A serious Jewish defense organization also needs a bigger sense of what counts as a legitimate intra-coalitional argument. That means tolerating positions that make establishment leaders nervous, such as opposing legislation like the Anti-Semitism Awareness Act on civil-libertarian grounds, or questioning whether American aid to Israel serves either country’s long-term interests. I don’t share either view, but good-faith disagreement on them is obviously possible. These arguments can and do come from allies who want to make American Jewry and Israel more secure, not just from the people who want a global intifada.

Beyond allies, Jewish organizations also need to rethink their tactics. A recent episode at a Barstool Sports-owned bar in Philadelphia illustrates the point. Patrons ordering bottle service can ask staff to arrange a light-up letter board with a custom message—usually something tame, like “Go Birds.” But on one night in May, a customer instead asked for a “F*** the Jews” sign, and the staff obligingly held it up as he chanted the curse on video.

Barstool’s founder and president, Dave Portnoy—himself Jewish—fired the employees on the spot. Then, after talking to the usual polite, center-left professional anti-Semitism consultants, he offered the culprits an all-expenses-paid trip to Auschwitz. Within a day, one of them pivoted to denial and self-victimization, and Portnoy rescinded the offer. The man has since reinvented himself as a full-time online anti-Semite.

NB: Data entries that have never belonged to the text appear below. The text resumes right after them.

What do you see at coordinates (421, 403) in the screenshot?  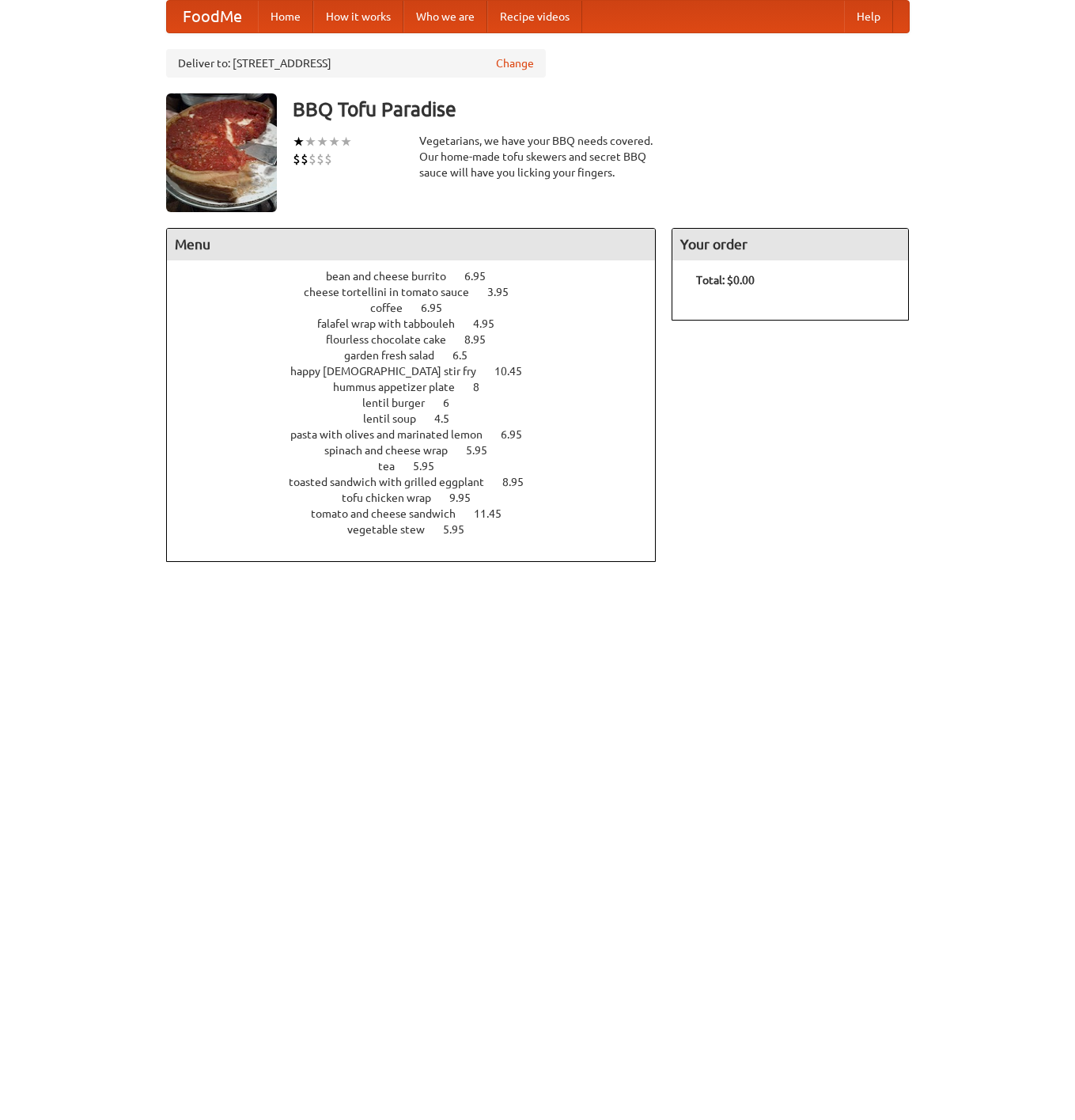 I see `a: lentil burger 6` at bounding box center [421, 403].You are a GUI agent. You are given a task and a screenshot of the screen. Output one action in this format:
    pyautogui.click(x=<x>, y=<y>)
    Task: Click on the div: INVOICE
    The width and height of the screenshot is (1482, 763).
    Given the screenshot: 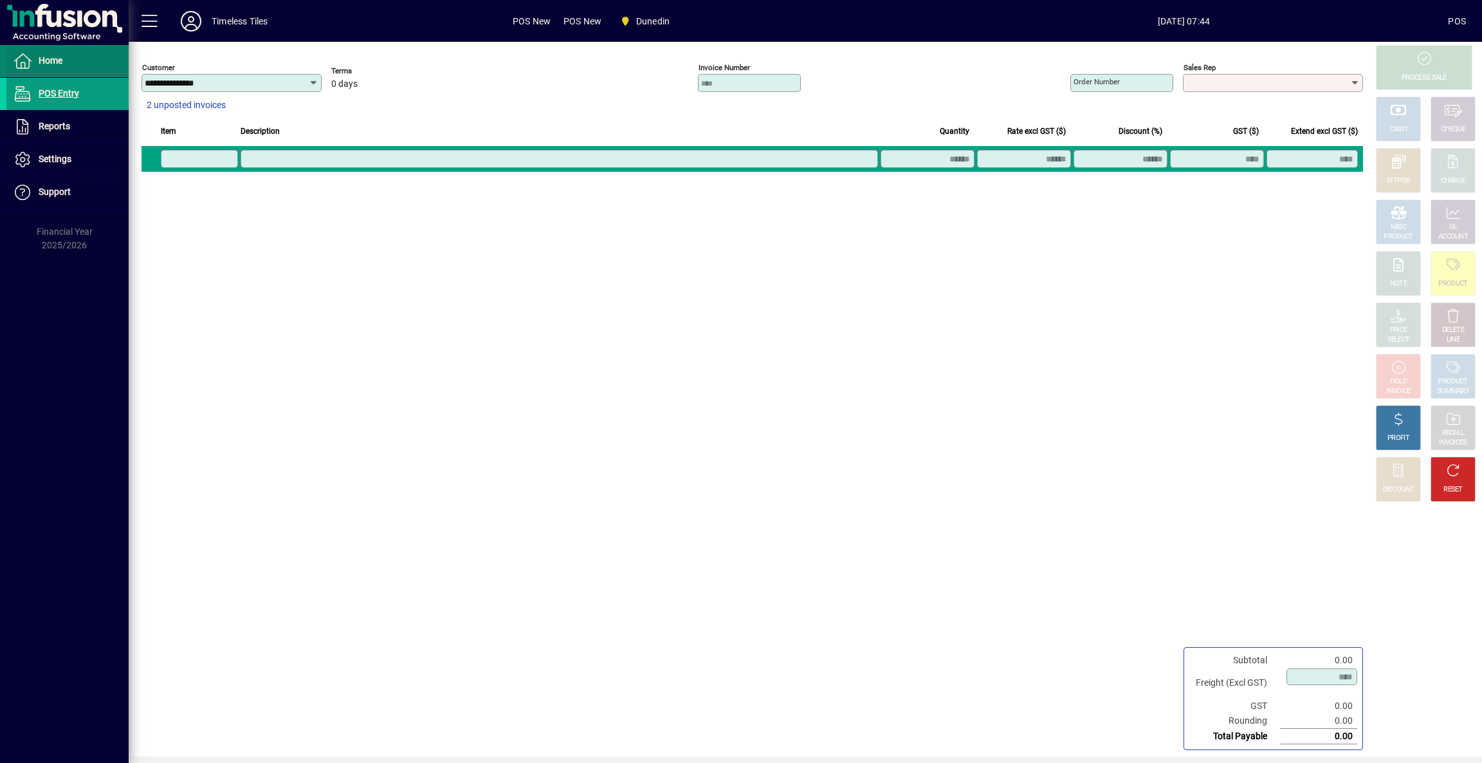 What is the action you would take?
    pyautogui.click(x=1397, y=391)
    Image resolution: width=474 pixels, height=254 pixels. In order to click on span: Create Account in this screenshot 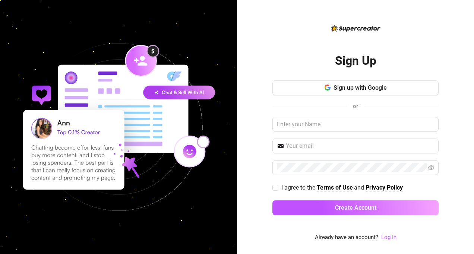, I will do `click(355, 207)`.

The whole sequence was a live demonstration of an argument that academic Ruth Wisse has made for years. The ADL and likeminded organizations have sunk untold financial resources into Holocaust education. The idea that you can educate the hate out of people by taking them on Holocaust tours is not just naïve but counterproductive. It obscures the political nature of anti-Semitism and substitutes symbolism for deterrence.

If universalizing Holocaust education is a bad idea, what should Jewish institutions be doing? The old ADL model—rooted in law-enforcement partnerships, deterrence, and unapologetic civic defense—is the best answer. The job of a serious defense organization is to make it dangerous to menace Jews, not to invite the menacers to pose for photo-ops at memorials to Jewish massacres.

American Jewry also has an under-utilized capacity to strengthen itself. As Dan Senor has argued, investments in day schools, summer camps, and Israel gap-year programs build the next generation’s competence and confidence as Americans and as Jews. Those are the kinds of institutions that fortify a community from the inside out.

The question, then, is not only whether the ADL can be reformed. It is whether the enormous sums raised in its name would be better spent on efforts that actually deter threats and build strength, rather than on press-release activism and bureaucratic self-perpetuation.

There is a recent precedent. A decade ago, the American Israel Public Affairs Committee (AIPAC) still styled itself as a bipartisan convener. It was famous for its annual Washington policy conference featuring presidents, Republican and Democratic congressional leadership, and foreign dignitaries. But after its defeat in the Obama-era Iran deal fight, it abandoned that civic-pageant model and refocused on hard-edged political combat.

AIPAC now pours resources into primaries on both sides of the aisle to defeat anti-Israel candidates and bolster reliable allies. That strategic pivot, run largely through an affiliated super PAC, has been enormously successful.

Can the ADL make a similar turn? Organized Jewish life now faces a choice. Either salvage and refocus the institution—abandoning moralistic branding exercises and returning to deterrence, coalition-building, and policy work rooted in political realities. Or accept that the ADL is too compromised to be redeemed and instead invest in what we know works: electoral fights that shape who holds power and community investments that shape the next generation’s ability to hold its own.

The age of the left-leaning prestige NGO is over. The choice now is between doubling down on what works or wasting scarce resources on what plainly doesn’t.